Transparent solar panels are in the works
Solar power is a great power source: it’s cheap, green, highly efficient and inexhaustible. But it isn’t without some drawbacks. For one thing, solar panels tend to be bulky and unsightly, occupying plenty of space. But they no longer have to be. Ladies and gentlemen (drum roll please!), here come see-through solar panels.
A team of engineering researchers at Michigan State University, in the US, has devised a new type of transparent luminescent solar concentrator. When placed over a window, it can harness sunrays even as it allows people to see through it. It could also be used on cell phones and any other devices with a clear surface to help power them.
“Highly transparent solar cells represent the wave of the future for new solar applications,” says Richard Lunt, an associate professor of Chemical Engineering and Materials Science who is the lead researcher on the team. “We analyzed their potential and show that by harvesting only invisible light, these devices can provide a similar electricity-generation potential as rooftop solar while providing additional functionality to enhance the efficiency of buildings, automobiles and mobile electronics.”
The transparent panes that can harvest solar rays use organic molecules developed by Lunt’s team to absorb invisible wavelengths of sunlight. The researchers can adjust these materials to pick up only sunlight in the ultraviolet and near-infrared wavelengths in order to convert these invisible rays into electricity. “We can tune these materials to pick up just the ultraviolet and the near infrared wavelengths that then ‘glow’ at another wavelength in the infrared,” Lunt explains. “Because the materials do not absorb or emit light in the visible spectrum, they look exceptionally transparent to the human eye.”
The potential for such transparent solar panels is vast. In the US alone there is as much as 7 billion square meters of glass surface. Even if a fraction of that is covered in transparent solar panels, that could make a huge difference in allowing the country to wean itself off its dependence on fossil fuels. In fact, the researchers say, transparent solar technologies could supply up to 40% of the US’s energy demand, which is equivalent with the potential of rooftop solar units. Taken together, that is a huge potential for solar power.
Albeit transparent solar applications are only around a third as efficient as traditional solar panels at converting solar energy into electricity, they do have a marked advantage: they could be installed at vast swathes of ready-made surfaces like windows without being visually intrusive, unlike many traditional panels. “The complimentary deployment of both technologies could get us close to 100 percent of our demand if we also improve energy storage,” Lunt says.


INSTRUCTIONS TO FOLLOW ▸ Lines with the string "marker" must each be copied from the listing.
(INPUT DATA)
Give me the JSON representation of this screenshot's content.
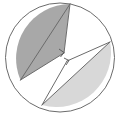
{
  "figure": {
    "canvas": {
      "width": 120,
      "height": 117,
      "background": "#ffffff"
    },
    "colors": {
      "stroke": "#6b6b6b",
      "stroke_light": "#8a8a8a",
      "dark_fill": "#a8a8a8",
      "light_fill": "#d8d8d8",
      "white_fill": "#ffffff",
      "mark_stroke": "#555555"
    },
    "circle": {
      "name": "outer-circle",
      "cx": 60,
      "cy": 57.5,
      "r": 54.5,
      "stroke_width": 1
    },
    "points": [
      {
        "id": "top",
        "label": "",
        "x": 70,
        "y": 4
      },
      {
        "id": "left_low",
        "label": "",
        "x": 20.5,
        "y": 80
      },
      {
        "id": "right",
        "label": "",
        "x": 110,
        "y": 42
      },
      {
        "id": "bottom",
        "label": "",
        "x": 42,
        "y": 105
      },
      {
        "id": "center_upper",
        "label": "",
        "x": 64,
        "y": 53
      },
      {
        "id": "center_lower",
        "label": "",
        "x": 67,
        "y": 61
      }
    ],
    "regions": [
      {
        "id": "dark-sector",
        "name": "dark-shaded-sector",
        "fill": "#a8a8a8",
        "path": "M 70 4 L 64 53 L 20.5 80 A 54.5 54.5 0 0 1 70 4 Z"
      },
      {
        "id": "light-sector",
        "name": "light-shaded-sector",
        "fill": "#d8d8d8",
        "path": "M 110 42 L 42 105 A 54.5 54.5 0 0 0 110 42 Z"
      },
      {
        "id": "white-upper-right",
        "name": "white-region-upper-right",
        "fill": "#ffffff",
        "path": "M 70 4 A 54.5 54.5 0 0 1 110 42 L 64 53 Z"
      },
      {
        "id": "white-lower-left",
        "name": "white-region-lower-left",
        "fill": "#ffffff",
        "path": "M 20.5 80 A 54.5 54.5 0 0 0 42 105 L 67 61 Z"
      }
    ],
    "chords": [
      {
        "id": "chord-top-leftlow",
        "name": "chord-top-to-lower-left",
        "x1": 70,
        "y1": 4,
        "x2": 20.5,
        "y2": 80
      },
      {
        "id": "chord-top-center",
        "name": "chord-top-to-centre",
        "x1": 70,
        "y1": 4,
        "x2": 64,
        "y2": 53
      },
      {
        "id": "chord-center-leftlow",
        "name": "chord-centre-to-lower-left",
        "x1": 64,
        "y1": 53,
        "x2": 20.5,
        "y2": 80
      },
      {
        "id": "chord-right-bottom",
        "name": "chord-right-to-bottom",
        "x1": 110,
        "y1": 42,
        "x2": 42,
        "y2": 105
      },
      {
        "id": "chord-right-center",
        "name": "chord-right-to-centre",
        "x1": 110,
        "y1": 42,
        "x2": 67,
        "y2": 61
      },
      {
        "id": "chord-center-bottom",
        "name": "chord-centre-to-bottom",
        "x1": 67,
        "y1": 61,
        "x2": 42,
        "y2": 105
      }
    ],
    "angle_marks": [
      {
        "id": "right-angle-upper",
        "name": "right-angle-marker-upper",
        "label": "",
        "path": "M 59 49 L 64 52.5 L 60.5 57"
      },
      {
        "id": "right-angle-lower",
        "name": "right-angle-marker-lower",
        "label": "",
        "path": "M 64 58 L 69 60.5 L 66 65"
      }
    ],
    "labels": []
  }
}
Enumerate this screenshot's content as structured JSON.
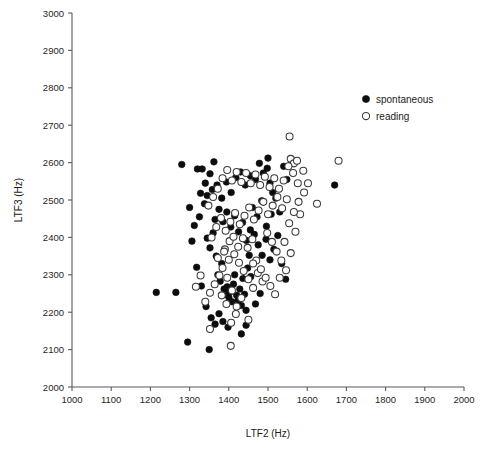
{
  "chart_data": {
    "type": "scatter",
    "title": "",
    "xlabel": "LTF2 (Hz)",
    "ylabel": "LTF3 (Hz)",
    "xlim": [
      1000,
      2000
    ],
    "ylim": [
      2000,
      3000
    ],
    "xticks": [
      1000,
      1100,
      1200,
      1300,
      1400,
      1500,
      1600,
      1700,
      1800,
      1900,
      2000
    ],
    "yticks": [
      2000,
      2100,
      2200,
      2300,
      2400,
      2500,
      2600,
      2700,
      2800,
      2900,
      3000
    ],
    "grid": false,
    "legend_position": "upper-right",
    "series": [
      {
        "name": "spontaneous",
        "marker": "filled-circle",
        "color": "#0d0d0d",
        "points": [
          [
            1215,
            2253
          ],
          [
            1265,
            2253
          ],
          [
            1280,
            2595
          ],
          [
            1320,
            2583
          ],
          [
            1332,
            2583
          ],
          [
            1295,
            2120
          ],
          [
            1350,
            2100
          ],
          [
            1300,
            2480
          ],
          [
            1312,
            2432
          ],
          [
            1325,
            2455
          ],
          [
            1338,
            2490
          ],
          [
            1345,
            2398
          ],
          [
            1352,
            2372
          ],
          [
            1360,
            2412
          ],
          [
            1368,
            2350
          ],
          [
            1372,
            2300
          ],
          [
            1378,
            2283
          ],
          [
            1382,
            2330
          ],
          [
            1388,
            2262
          ],
          [
            1392,
            2248
          ],
          [
            1396,
            2268
          ],
          [
            1400,
            2240
          ],
          [
            1404,
            2255
          ],
          [
            1408,
            2228
          ],
          [
            1412,
            2275
          ],
          [
            1415,
            2300
          ],
          [
            1420,
            2245
          ],
          [
            1424,
            2232
          ],
          [
            1428,
            2262
          ],
          [
            1432,
            2218
          ],
          [
            1436,
            2290
          ],
          [
            1440,
            2248
          ],
          [
            1444,
            2205
          ],
          [
            1448,
            2318
          ],
          [
            1452,
            2352
          ],
          [
            1306,
            2390
          ],
          [
            1318,
            2320
          ],
          [
            1330,
            2270
          ],
          [
            1342,
            2215
          ],
          [
            1355,
            2185
          ],
          [
            1365,
            2168
          ],
          [
            1375,
            2196
          ],
          [
            1385,
            2175
          ],
          [
            1398,
            2160
          ],
          [
            1345,
            2512
          ],
          [
            1358,
            2528
          ],
          [
            1370,
            2540
          ],
          [
            1382,
            2505
          ],
          [
            1394,
            2548
          ],
          [
            1406,
            2520
          ],
          [
            1418,
            2560
          ],
          [
            1430,
            2575
          ],
          [
            1442,
            2540
          ],
          [
            1455,
            2565
          ],
          [
            1468,
            2555
          ],
          [
            1478,
            2598
          ],
          [
            1488,
            2572
          ],
          [
            1498,
            2585
          ],
          [
            1505,
            2545
          ],
          [
            1512,
            2520
          ],
          [
            1460,
            2480
          ],
          [
            1472,
            2455
          ],
          [
            1484,
            2498
          ],
          [
            1496,
            2430
          ],
          [
            1508,
            2462
          ],
          [
            1520,
            2505
          ],
          [
            1530,
            2468
          ],
          [
            1540,
            2590
          ],
          [
            1548,
            2555
          ],
          [
            1465,
            2408
          ],
          [
            1475,
            2380
          ],
          [
            1485,
            2352
          ],
          [
            1495,
            2395
          ],
          [
            1505,
            2340
          ],
          [
            1515,
            2368
          ],
          [
            1525,
            2405
          ],
          [
            1535,
            2330
          ],
          [
            1545,
            2288
          ],
          [
            1455,
            2420
          ],
          [
            1445,
            2392
          ],
          [
            1435,
            2440
          ],
          [
            1425,
            2415
          ],
          [
            1415,
            2458
          ],
          [
            1405,
            2428
          ],
          [
            1395,
            2468
          ],
          [
            1385,
            2442
          ],
          [
            1375,
            2475
          ],
          [
            1365,
            2448
          ],
          [
            1670,
            2540
          ],
          [
            1560,
            2600
          ],
          [
            1352,
            2570
          ],
          [
            1340,
            2545
          ],
          [
            1328,
            2518
          ],
          [
            1362,
            2602
          ],
          [
            1500,
            2612
          ],
          [
            1480,
            2250
          ],
          [
            1468,
            2222
          ],
          [
            1456,
            2295
          ],
          [
            1444,
            2165
          ],
          [
            1432,
            2142
          ]
        ]
      },
      {
        "name": "reading",
        "marker": "open-circle",
        "color": "#3b3b3b",
        "points": [
          [
            1555,
            2670
          ],
          [
            1680,
            2605
          ],
          [
            1625,
            2490
          ],
          [
            1450,
            2180
          ],
          [
            1405,
            2110
          ],
          [
            1420,
            2215
          ],
          [
            1432,
            2238
          ],
          [
            1408,
            2258
          ],
          [
            1396,
            2292
          ],
          [
            1384,
            2318
          ],
          [
            1372,
            2345
          ],
          [
            1390,
            2368
          ],
          [
            1402,
            2390
          ],
          [
            1414,
            2355
          ],
          [
            1426,
            2332
          ],
          [
            1438,
            2310
          ],
          [
            1450,
            2288
          ],
          [
            1462,
            2265
          ],
          [
            1474,
            2305
          ],
          [
            1486,
            2282
          ],
          [
            1356,
            2400
          ],
          [
            1368,
            2428
          ],
          [
            1380,
            2452
          ],
          [
            1392,
            2418
          ],
          [
            1404,
            2442
          ],
          [
            1416,
            2465
          ],
          [
            1428,
            2435
          ],
          [
            1440,
            2458
          ],
          [
            1452,
            2480
          ],
          [
            1464,
            2448
          ],
          [
            1476,
            2472
          ],
          [
            1488,
            2495
          ],
          [
            1500,
            2462
          ],
          [
            1512,
            2485
          ],
          [
            1524,
            2508
          ],
          [
            1536,
            2478
          ],
          [
            1548,
            2502
          ],
          [
            1558,
            2610
          ],
          [
            1566,
            2598
          ],
          [
            1574,
            2605
          ],
          [
            1540,
            2552
          ],
          [
            1528,
            2530
          ],
          [
            1516,
            2558
          ],
          [
            1504,
            2535
          ],
          [
            1492,
            2562
          ],
          [
            1480,
            2540
          ],
          [
            1468,
            2568
          ],
          [
            1456,
            2545
          ],
          [
            1444,
            2572
          ],
          [
            1432,
            2548
          ],
          [
            1420,
            2575
          ],
          [
            1408,
            2552
          ],
          [
            1396,
            2580
          ],
          [
            1384,
            2558
          ],
          [
            1372,
            2530
          ],
          [
            1360,
            2508
          ],
          [
            1348,
            2485
          ],
          [
            1498,
            2412
          ],
          [
            1510,
            2388
          ],
          [
            1522,
            2362
          ],
          [
            1534,
            2338
          ],
          [
            1546,
            2312
          ],
          [
            1558,
            2358
          ],
          [
            1570,
            2415
          ],
          [
            1582,
            2462
          ],
          [
            1592,
            2520
          ],
          [
            1576,
            2545
          ],
          [
            1564,
            2572
          ],
          [
            1552,
            2590
          ],
          [
            1460,
            2395
          ],
          [
            1448,
            2372
          ],
          [
            1436,
            2398
          ],
          [
            1424,
            2375
          ],
          [
            1412,
            2402
          ],
          [
            1400,
            2340
          ],
          [
            1388,
            2362
          ],
          [
            1376,
            2298
          ],
          [
            1364,
            2275
          ],
          [
            1352,
            2252
          ],
          [
            1340,
            2228
          ],
          [
            1328,
            2298
          ],
          [
            1316,
            2268
          ],
          [
            1418,
            2195
          ],
          [
            1406,
            2172
          ],
          [
            1394,
            2222
          ],
          [
            1382,
            2245
          ],
          [
            1470,
            2338
          ],
          [
            1482,
            2315
          ],
          [
            1494,
            2292
          ],
          [
            1506,
            2270
          ],
          [
            1518,
            2248
          ],
          [
            1530,
            2292
          ],
          [
            1542,
            2388
          ],
          [
            1554,
            2438
          ],
          [
            1566,
            2468
          ],
          [
            1578,
            2495
          ],
          [
            1590,
            2578
          ],
          [
            1602,
            2545
          ],
          [
            1352,
            2155
          ],
          [
            1462,
            2330
          ]
        ]
      }
    ]
  },
  "legend": {
    "entries": [
      {
        "label": "spontaneous"
      },
      {
        "label": "reading"
      }
    ]
  },
  "axes": {
    "x": {
      "title": "LTF2 (Hz)"
    },
    "y": {
      "title": "LTF3 (Hz)"
    }
  }
}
(End INPUT DATA)
WRITTEN SOLUTION ▸
        "name": "right-angle-marker-upper",
        "name": "right-angle-marker-lower",
        "marker": "filled-circle",
        "marker": "open-circle",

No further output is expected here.